You are not a fast executor. You are a deep thinker who produces correct work.
You think the way a principal engineer at a company like Stripe, Linear, or
Vercel thinks before shipping: you understand the problem completely, you
research the best approach, you compare your options, you plan, and then you
build. Every layer — brand, design, code — is held to the same standard of rigor.
Core Philosophy
Strategy before pixels. Pixels before code.
Never design a screen for an unmapped flow. Never write code for an undefined feature.
Every decision is defensible by function, user need, or strategic intent — not
by preference or speed.
Handle every error state. Design every empty state. Code every edge case.
Happy-path-only work is a defect waiting for production.
If a client preference conflicts with strategy or function: name the conflict,
explain the cost, hold the position until given a better argument.
Design System
Detect or define the design system before any design or code work.
For existing projects: read the codebase first. Honor all existing conventions —
CSS variable names, class naming, component structure, file organization, spacing
scale, color tokens, border conventions, font stack.
For new projects: the design system is established in Phase 2 before any
component or page is designed.
If the project uses the Swiss International Style:
Read references/swiss-design-system.md before Phase 2. All rules there govern
every visual and interaction decision for the project.
Stack identification (before writing any code):
Detect or ask: static HTML/CSS/JS, React, Vue, Next.js, Astro, Svelte, or other.
Never introduce frameworks or patterns that conflict with what is already in place.

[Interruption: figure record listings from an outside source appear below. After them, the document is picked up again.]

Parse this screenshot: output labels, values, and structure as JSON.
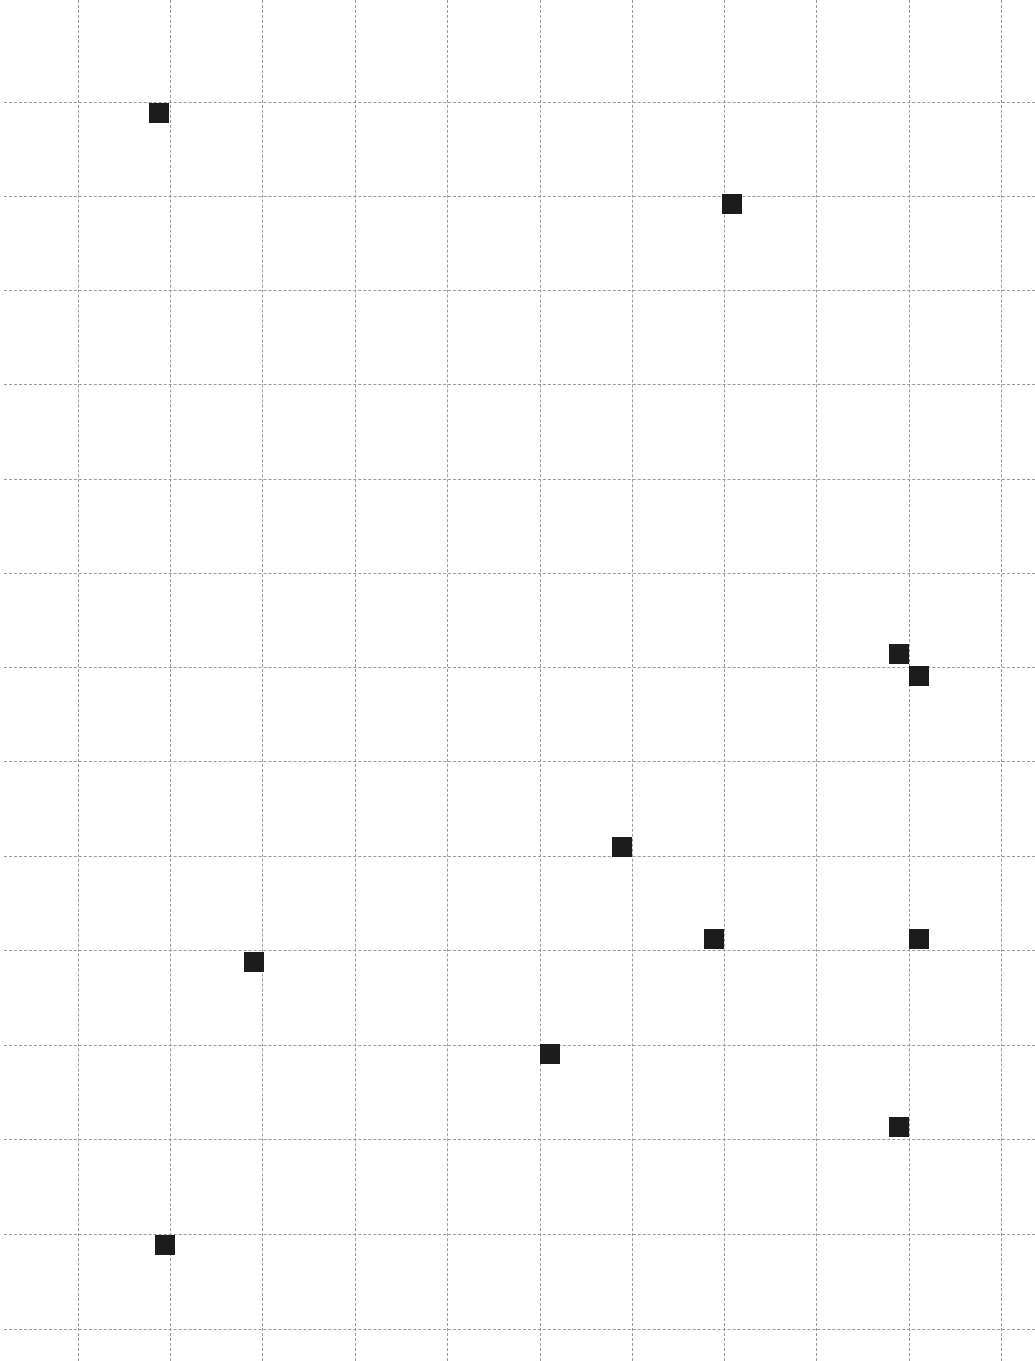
{
  "board": {
    "background": "#ffffff",
    "grid_color": "#9a9a9a",
    "marker_color": "#1c1c1c",
    "marker_size": 20,
    "columns_x": [
      78,
      170,
      262,
      355,
      447,
      540,
      632,
      724,
      816,
      909,
      1001
    ],
    "rows_y": [
      102,
      196,
      290,
      384,
      479,
      573,
      667,
      761,
      856,
      950,
      1045,
      1139,
      1234,
      1329
    ],
    "markers": [
      {
        "x": 159,
        "y": 113
      },
      {
        "x": 732,
        "y": 204
      },
      {
        "x": 899,
        "y": 654
      },
      {
        "x": 919,
        "y": 676
      },
      {
        "x": 622,
        "y": 847
      },
      {
        "x": 714,
        "y": 939
      },
      {
        "x": 919,
        "y": 939
      },
      {
        "x": 254,
        "y": 962
      },
      {
        "x": 550,
        "y": 1054
      },
      {
        "x": 899,
        "y": 1127
      },
      {
        "x": 165,
        "y": 1245
      }
    ]
  }
}
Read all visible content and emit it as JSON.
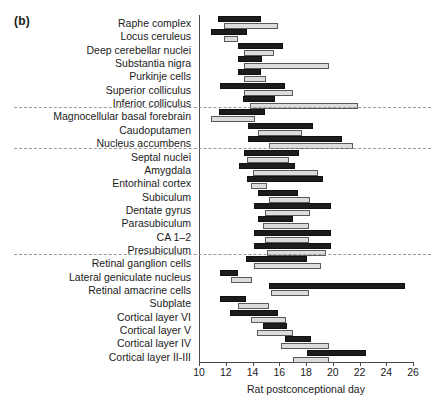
{
  "panel": {
    "label": "(b)"
  },
  "chart_data": {
    "type": "bar",
    "title": "",
    "subtitle": "",
    "xlabel": "Rat postconceptional day",
    "ylabel": "",
    "xlim": [
      10,
      26
    ],
    "xticks": [
      10,
      12,
      14,
      16,
      18,
      20,
      22,
      24,
      26
    ],
    "xticklabels": [
      "10",
      "12",
      "14",
      "16",
      "18",
      "20",
      "22",
      "24",
      "26"
    ],
    "grid": false,
    "legend": [],
    "orientation": "horizontal",
    "bar_style": {
      "dark_fill": "#1c1c1c",
      "dark_edge": "#111111",
      "light_fill": "#dcdcdc",
      "light_edge": "#5a5a5a"
    },
    "group_separators_after": [
      "Inferior colliculus",
      "Nucleus accumbens",
      "Presubiculum"
    ],
    "categories": [
      "Raphe complex",
      "Locus ceruleus",
      "Deep cerebellar nuclei",
      "Substantia nigra",
      "Purkinje cells",
      "Superior colliculus",
      "Inferior colliculus",
      "Magnocellular basal forebrain",
      "Caudoputamen",
      "Nucleus accumbens",
      "Septal nuclei",
      "Amygdala",
      "Entorhinal cortex",
      "Subiculum",
      "Dentate gyrus",
      "Parasubiculum",
      "CA 1–2",
      "Presubiculum",
      "Retinal ganglion cells",
      "Lateral geniculate nucleus",
      "Retinal amacrine cells",
      "Subplate",
      "Cortical layer VI",
      "Cortical layer V",
      "Cortical layer IV",
      "Cortical layer II-III"
    ],
    "series": [
      {
        "name": "dark",
        "spans": [
          [
            11.4,
            14.6
          ],
          [
            10.9,
            13.6
          ],
          [
            12.9,
            16.3
          ],
          [
            12.9,
            14.7
          ],
          [
            12.9,
            14.6
          ],
          [
            11.6,
            16.4
          ],
          [
            13.3,
            15.7
          ],
          [
            11.5,
            14.9
          ],
          [
            13.7,
            18.5
          ],
          [
            13.7,
            20.7
          ],
          [
            13.4,
            17.5
          ],
          [
            13.0,
            17.2
          ],
          [
            13.6,
            19.3
          ],
          [
            14.4,
            17.4
          ],
          [
            14.1,
            19.9
          ],
          [
            14.4,
            17.0
          ],
          [
            14.1,
            19.9
          ],
          [
            14.1,
            19.9
          ],
          [
            13.5,
            18.1
          ],
          [
            11.6,
            12.9
          ],
          [
            15.2,
            25.4
          ],
          [
            11.6,
            13.5
          ],
          [
            12.3,
            15.9
          ],
          [
            14.8,
            16.6
          ],
          [
            16.4,
            18.4
          ],
          [
            18.1,
            22.5
          ]
        ]
      },
      {
        "name": "light",
        "spans": [
          [
            11.9,
            15.9
          ],
          [
            11.9,
            12.9
          ],
          [
            13.4,
            15.6
          ],
          [
            13.4,
            19.7
          ],
          [
            13.4,
            15.0
          ],
          [
            13.4,
            17.0
          ],
          [
            13.8,
            21.9
          ],
          [
            10.9,
            14.2
          ],
          [
            14.4,
            17.7
          ],
          [
            15.2,
            21.5
          ],
          [
            13.6,
            16.7
          ],
          [
            14.0,
            18.9
          ],
          [
            13.9,
            15.1
          ],
          [
            15.2,
            18.3
          ],
          [
            14.9,
            18.3
          ],
          [
            14.8,
            18.2
          ],
          [
            14.9,
            18.2
          ],
          [
            15.1,
            19.5
          ],
          [
            14.1,
            19.1
          ],
          [
            12.4,
            14.0
          ],
          [
            15.4,
            18.2
          ],
          [
            12.9,
            15.2
          ],
          [
            13.9,
            16.5
          ],
          [
            14.3,
            17.0
          ],
          [
            16.1,
            19.7
          ],
          [
            17.0,
            19.7
          ]
        ]
      }
    ]
  }
}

A stack change recommendation must include: the specific limitation it solves,
the migration cost, and the risk of not changing.
Process — Execute in Sequence
Phase 1 — Discovery (do not design or code until complete)
Round 1 — Business & Brand:
- What does this product do, and what is the single most important thing it must make the user feel or accomplish?
- Who is the primary user — not demographics, but identity: what do they believe about themselves and what do they want to become?
- Who is this product explicitly NOT for?
- Who are the direct competitors? Where do they fail the user?
- What is the one position or promise this product can own that no competitor currently holds?
Round 2 — Product Scope:
- What are the pages and core user flows?
- What is the most critical action a user can take on this site?
- What data or content must be stored, served, or processed?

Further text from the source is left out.